━━━ Data for this task ━━━
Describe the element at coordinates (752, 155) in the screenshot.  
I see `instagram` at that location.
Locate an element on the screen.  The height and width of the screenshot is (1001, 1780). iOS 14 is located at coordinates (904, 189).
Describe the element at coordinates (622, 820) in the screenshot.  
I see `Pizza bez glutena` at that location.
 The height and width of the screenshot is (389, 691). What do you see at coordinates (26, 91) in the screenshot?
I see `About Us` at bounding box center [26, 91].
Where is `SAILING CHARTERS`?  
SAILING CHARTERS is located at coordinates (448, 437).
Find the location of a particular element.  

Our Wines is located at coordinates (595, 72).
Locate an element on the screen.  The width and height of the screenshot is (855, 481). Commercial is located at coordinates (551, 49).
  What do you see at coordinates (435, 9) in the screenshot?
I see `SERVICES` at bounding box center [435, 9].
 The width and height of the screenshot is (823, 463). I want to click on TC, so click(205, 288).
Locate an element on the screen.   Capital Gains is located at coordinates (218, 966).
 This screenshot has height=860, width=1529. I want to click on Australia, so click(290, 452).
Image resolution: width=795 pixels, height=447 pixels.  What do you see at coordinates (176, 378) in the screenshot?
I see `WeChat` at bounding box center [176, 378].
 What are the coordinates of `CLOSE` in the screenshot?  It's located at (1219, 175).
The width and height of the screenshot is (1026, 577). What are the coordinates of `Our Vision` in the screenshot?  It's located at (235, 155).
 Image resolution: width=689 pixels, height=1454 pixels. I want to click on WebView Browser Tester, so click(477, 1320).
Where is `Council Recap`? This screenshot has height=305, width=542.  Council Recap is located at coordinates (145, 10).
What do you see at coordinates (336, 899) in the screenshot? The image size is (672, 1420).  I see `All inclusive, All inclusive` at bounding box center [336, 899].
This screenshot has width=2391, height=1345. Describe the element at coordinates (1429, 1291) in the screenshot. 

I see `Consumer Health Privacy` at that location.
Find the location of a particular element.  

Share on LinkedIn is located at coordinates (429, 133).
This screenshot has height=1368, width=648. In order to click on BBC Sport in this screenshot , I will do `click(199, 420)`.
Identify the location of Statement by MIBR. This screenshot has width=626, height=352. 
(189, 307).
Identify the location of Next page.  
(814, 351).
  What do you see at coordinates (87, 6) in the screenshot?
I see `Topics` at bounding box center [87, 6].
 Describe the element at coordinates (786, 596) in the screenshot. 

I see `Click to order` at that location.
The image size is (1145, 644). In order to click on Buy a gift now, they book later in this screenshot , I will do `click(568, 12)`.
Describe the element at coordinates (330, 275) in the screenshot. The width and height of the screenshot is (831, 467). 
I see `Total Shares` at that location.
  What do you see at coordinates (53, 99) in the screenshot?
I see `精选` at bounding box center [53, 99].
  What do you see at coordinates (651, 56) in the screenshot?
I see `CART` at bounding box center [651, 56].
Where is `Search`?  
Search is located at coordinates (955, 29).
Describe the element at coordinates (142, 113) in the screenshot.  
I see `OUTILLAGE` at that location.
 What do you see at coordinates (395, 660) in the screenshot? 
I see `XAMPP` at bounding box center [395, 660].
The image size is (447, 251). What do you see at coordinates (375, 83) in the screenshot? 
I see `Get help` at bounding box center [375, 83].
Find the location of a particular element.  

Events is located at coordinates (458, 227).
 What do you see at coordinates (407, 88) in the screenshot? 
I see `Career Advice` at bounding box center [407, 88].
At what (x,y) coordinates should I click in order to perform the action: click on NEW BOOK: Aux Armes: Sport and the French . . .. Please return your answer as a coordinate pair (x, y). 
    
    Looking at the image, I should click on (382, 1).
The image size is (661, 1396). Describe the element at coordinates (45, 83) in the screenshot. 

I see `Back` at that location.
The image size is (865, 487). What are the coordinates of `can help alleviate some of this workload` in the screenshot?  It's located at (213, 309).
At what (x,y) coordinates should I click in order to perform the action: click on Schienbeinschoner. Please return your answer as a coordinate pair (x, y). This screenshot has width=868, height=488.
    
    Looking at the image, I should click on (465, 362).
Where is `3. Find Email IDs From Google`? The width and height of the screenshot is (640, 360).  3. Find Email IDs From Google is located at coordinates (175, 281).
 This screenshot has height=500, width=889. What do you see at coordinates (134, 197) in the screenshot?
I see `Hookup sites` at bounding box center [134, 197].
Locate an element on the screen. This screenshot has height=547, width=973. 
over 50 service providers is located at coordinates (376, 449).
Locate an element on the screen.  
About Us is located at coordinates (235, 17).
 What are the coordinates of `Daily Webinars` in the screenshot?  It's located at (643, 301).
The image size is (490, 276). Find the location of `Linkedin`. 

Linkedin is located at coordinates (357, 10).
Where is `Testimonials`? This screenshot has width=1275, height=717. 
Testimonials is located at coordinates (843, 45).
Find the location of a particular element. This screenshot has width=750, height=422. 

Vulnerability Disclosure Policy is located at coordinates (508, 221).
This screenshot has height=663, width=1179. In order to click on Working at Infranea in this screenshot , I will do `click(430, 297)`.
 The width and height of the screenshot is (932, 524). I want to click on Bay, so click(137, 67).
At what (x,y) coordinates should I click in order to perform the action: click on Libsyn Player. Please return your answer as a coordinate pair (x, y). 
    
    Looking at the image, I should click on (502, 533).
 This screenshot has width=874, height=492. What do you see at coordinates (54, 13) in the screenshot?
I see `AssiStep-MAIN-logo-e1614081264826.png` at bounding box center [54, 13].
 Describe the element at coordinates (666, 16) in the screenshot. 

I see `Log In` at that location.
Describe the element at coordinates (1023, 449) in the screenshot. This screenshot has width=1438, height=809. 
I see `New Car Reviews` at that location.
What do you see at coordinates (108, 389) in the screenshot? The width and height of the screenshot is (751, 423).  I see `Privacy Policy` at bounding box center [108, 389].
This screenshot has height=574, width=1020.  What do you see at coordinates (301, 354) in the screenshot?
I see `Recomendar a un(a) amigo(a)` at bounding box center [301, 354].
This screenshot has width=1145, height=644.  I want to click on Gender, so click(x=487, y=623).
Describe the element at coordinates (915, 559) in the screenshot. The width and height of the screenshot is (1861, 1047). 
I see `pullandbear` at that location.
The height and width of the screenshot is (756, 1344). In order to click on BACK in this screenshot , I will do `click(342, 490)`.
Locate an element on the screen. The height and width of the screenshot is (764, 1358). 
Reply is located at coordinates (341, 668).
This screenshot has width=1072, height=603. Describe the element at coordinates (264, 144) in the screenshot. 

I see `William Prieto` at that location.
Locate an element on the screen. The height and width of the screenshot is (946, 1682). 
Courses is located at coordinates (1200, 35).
━━━
Print the material above once more, exactly.

- Response to the task
Describe the element at coordinates (752, 155) in the screenshot.  
I see `instagram` at that location.
Locate an element on the screen.  The height and width of the screenshot is (1001, 1780). iOS 14 is located at coordinates (904, 189).
Describe the element at coordinates (622, 820) in the screenshot.  
I see `Pizza bez glutena` at that location.
 The height and width of the screenshot is (389, 691). What do you see at coordinates (26, 91) in the screenshot?
I see `About Us` at bounding box center [26, 91].
Where is `SAILING CHARTERS`?  
SAILING CHARTERS is located at coordinates (448, 437).
Find the location of a particular element.  

Our Wines is located at coordinates (595, 72).
Locate an element on the screen.  The width and height of the screenshot is (855, 481). Commercial is located at coordinates (551, 49).
  What do you see at coordinates (435, 9) in the screenshot?
I see `SERVICES` at bounding box center [435, 9].
 The width and height of the screenshot is (823, 463). I want to click on TC, so click(205, 288).
Locate an element on the screen.   Capital Gains is located at coordinates (218, 966).
 This screenshot has height=860, width=1529. I want to click on Australia, so click(290, 452).
Image resolution: width=795 pixels, height=447 pixels.  What do you see at coordinates (176, 378) in the screenshot?
I see `WeChat` at bounding box center [176, 378].
 What are the coordinates of `CLOSE` in the screenshot?  It's located at (1219, 175).
The width and height of the screenshot is (1026, 577). What are the coordinates of `Our Vision` in the screenshot?  It's located at (235, 155).
 Image resolution: width=689 pixels, height=1454 pixels. I want to click on WebView Browser Tester, so click(477, 1320).
Where is `Council Recap`? This screenshot has height=305, width=542.  Council Recap is located at coordinates (145, 10).
What do you see at coordinates (336, 899) in the screenshot? The image size is (672, 1420).  I see `All inclusive, All inclusive` at bounding box center [336, 899].
This screenshot has width=2391, height=1345. Describe the element at coordinates (1429, 1291) in the screenshot. 

I see `Consumer Health Privacy` at that location.
Find the location of a particular element.  

Share on LinkedIn is located at coordinates (429, 133).
This screenshot has height=1368, width=648. In order to click on BBC Sport in this screenshot , I will do `click(199, 420)`.
Identify the location of Statement by MIBR. This screenshot has width=626, height=352. 
(189, 307).
Identify the location of Next page.  
(814, 351).
  What do you see at coordinates (87, 6) in the screenshot?
I see `Topics` at bounding box center [87, 6].
 Describe the element at coordinates (786, 596) in the screenshot. 

I see `Click to order` at that location.
The image size is (1145, 644). In order to click on Buy a gift now, they book later in this screenshot , I will do `click(568, 12)`.
Describe the element at coordinates (330, 275) in the screenshot. The width and height of the screenshot is (831, 467). 
I see `Total Shares` at that location.
  What do you see at coordinates (53, 99) in the screenshot?
I see `精选` at bounding box center [53, 99].
  What do you see at coordinates (651, 56) in the screenshot?
I see `CART` at bounding box center [651, 56].
Where is `Search`?  
Search is located at coordinates (955, 29).
Describe the element at coordinates (142, 113) in the screenshot.  
I see `OUTILLAGE` at that location.
 What do you see at coordinates (395, 660) in the screenshot? 
I see `XAMPP` at bounding box center [395, 660].
The image size is (447, 251). What do you see at coordinates (375, 83) in the screenshot? 
I see `Get help` at bounding box center [375, 83].
Find the location of a particular element.  

Events is located at coordinates (458, 227).
 What do you see at coordinates (407, 88) in the screenshot? 
I see `Career Advice` at bounding box center [407, 88].
At what (x,y) coordinates should I click in order to perform the action: click on NEW BOOK: Aux Armes: Sport and the French . . .. Please return your answer as a coordinate pair (x, y). 
    
    Looking at the image, I should click on (382, 1).
The image size is (661, 1396). Describe the element at coordinates (45, 83) in the screenshot. 

I see `Back` at that location.
The image size is (865, 487). What are the coordinates of `can help alleviate some of this workload` in the screenshot?  It's located at (213, 309).
At what (x,y) coordinates should I click in order to perform the action: click on Schienbeinschoner. Please return your answer as a coordinate pair (x, y). This screenshot has width=868, height=488.
    
    Looking at the image, I should click on (465, 362).
Where is `3. Find Email IDs From Google`? The width and height of the screenshot is (640, 360).  3. Find Email IDs From Google is located at coordinates (175, 281).
 This screenshot has height=500, width=889. What do you see at coordinates (134, 197) in the screenshot?
I see `Hookup sites` at bounding box center [134, 197].
Locate an element on the screen. This screenshot has height=547, width=973. 
over 50 service providers is located at coordinates (376, 449).
Locate an element on the screen.  
About Us is located at coordinates (235, 17).
 What are the coordinates of `Daily Webinars` in the screenshot?  It's located at (643, 301).
The image size is (490, 276). Find the location of `Linkedin`. 

Linkedin is located at coordinates (357, 10).
Where is `Testimonials`? This screenshot has width=1275, height=717. 
Testimonials is located at coordinates (843, 45).
Find the location of a particular element. This screenshot has width=750, height=422. 

Vulnerability Disclosure Policy is located at coordinates (508, 221).
This screenshot has height=663, width=1179. In order to click on Working at Infranea in this screenshot , I will do `click(430, 297)`.
 The width and height of the screenshot is (932, 524). I want to click on Bay, so click(137, 67).
At what (x,y) coordinates should I click in order to perform the action: click on Libsyn Player. Please return your answer as a coordinate pair (x, y). 
    
    Looking at the image, I should click on (502, 533).
 This screenshot has width=874, height=492. What do you see at coordinates (54, 13) in the screenshot?
I see `AssiStep-MAIN-logo-e1614081264826.png` at bounding box center [54, 13].
 Describe the element at coordinates (666, 16) in the screenshot. 

I see `Log In` at that location.
Describe the element at coordinates (1023, 449) in the screenshot. This screenshot has width=1438, height=809. 
I see `New Car Reviews` at that location.
What do you see at coordinates (108, 389) in the screenshot? The width and height of the screenshot is (751, 423).  I see `Privacy Policy` at bounding box center [108, 389].
This screenshot has height=574, width=1020.  What do you see at coordinates (301, 354) in the screenshot?
I see `Recomendar a un(a) amigo(a)` at bounding box center [301, 354].
This screenshot has width=1145, height=644.  I want to click on Gender, so click(x=487, y=623).
Describe the element at coordinates (915, 559) in the screenshot. The width and height of the screenshot is (1861, 1047). 
I see `pullandbear` at that location.
The height and width of the screenshot is (756, 1344). In order to click on BACK in this screenshot , I will do `click(342, 490)`.
Locate an element on the screen. The height and width of the screenshot is (764, 1358). 
Reply is located at coordinates (341, 668).
This screenshot has width=1072, height=603. Describe the element at coordinates (264, 144) in the screenshot. 

I see `William Prieto` at that location.
Locate an element on the screen. The height and width of the screenshot is (946, 1682). 
Courses is located at coordinates (1200, 35).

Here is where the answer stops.